Elke Marhöfer is an artist and farmer based in Berlin and Sicily. She investigates ecological practices that support human and nonhuman communities. In her film works she tests nonhuman perspectives, translating a technology like the camera from a human cultural and technical device into an environmentally intensive force. In this way, the camera becomes a tool principally undifferentiated from nonhuman animal tools, and filming becomes akin to orangutans using leaves to make squeaky kiss noises.

Sahar Qawasmi is an architect, restorer, organizer, and co-founder of Sakiya – Art | Science | Agriculture in Ein Qiniya, Palestine. Through her different collaborations, Qawasmi spends much of her time in the farm at Sakiya, collectively experimenting with reclaiming, reestablishing, rewilding, and building different forms of the commons, challenging and reconfiguring private ownership and isolating social practices. She is co-developing a hands-on education program based in storytelling, care, and environmental and social justice. Sahar is involved in the protection of cultural heritage in rural Palestine through preparing protection plans and strategies, and introducing collaborative cross-disciplinary cultural programs. 

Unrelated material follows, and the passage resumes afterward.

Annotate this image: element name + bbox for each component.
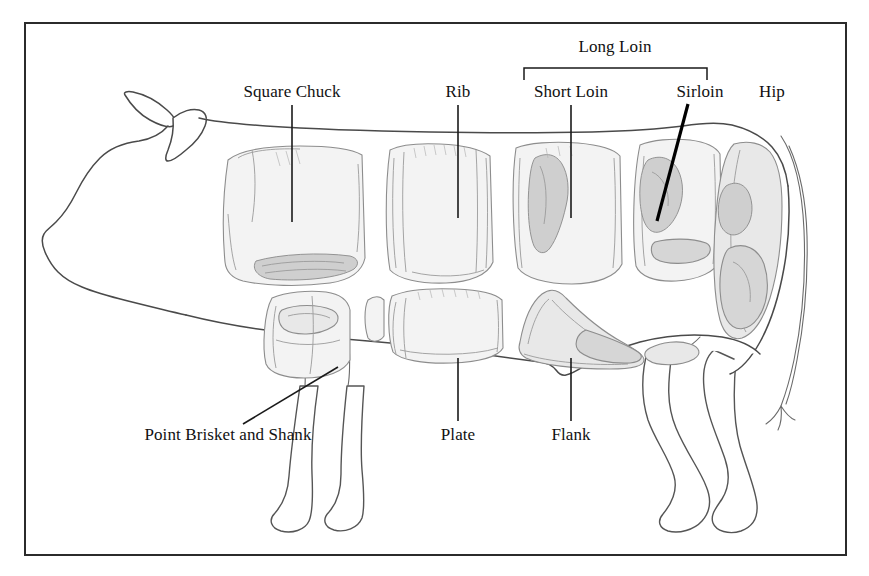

Through tactical acts of technical and conceptual détournement, much of Nida Sinnokrot’s work aims to subvert various technologies of control that give rise to shifting social, political, and geographic instabilities. His films, installations, and sculptures often transform ordinary objects or actions into sensory experiences that reveal the hidden complexity of relationships trapped within the mundane. Sinnokrot is a co-founder of Sakiya – Art | Science | Agriculture, an international residency program and farm with an emphasis on fostering and developing sustainable practices across disciplines; and is currently a faculty member of MIT’s Art, Culture, and Technology Program (ACT) in the School of Architecture and Planning in Cambridge, Massachusetts.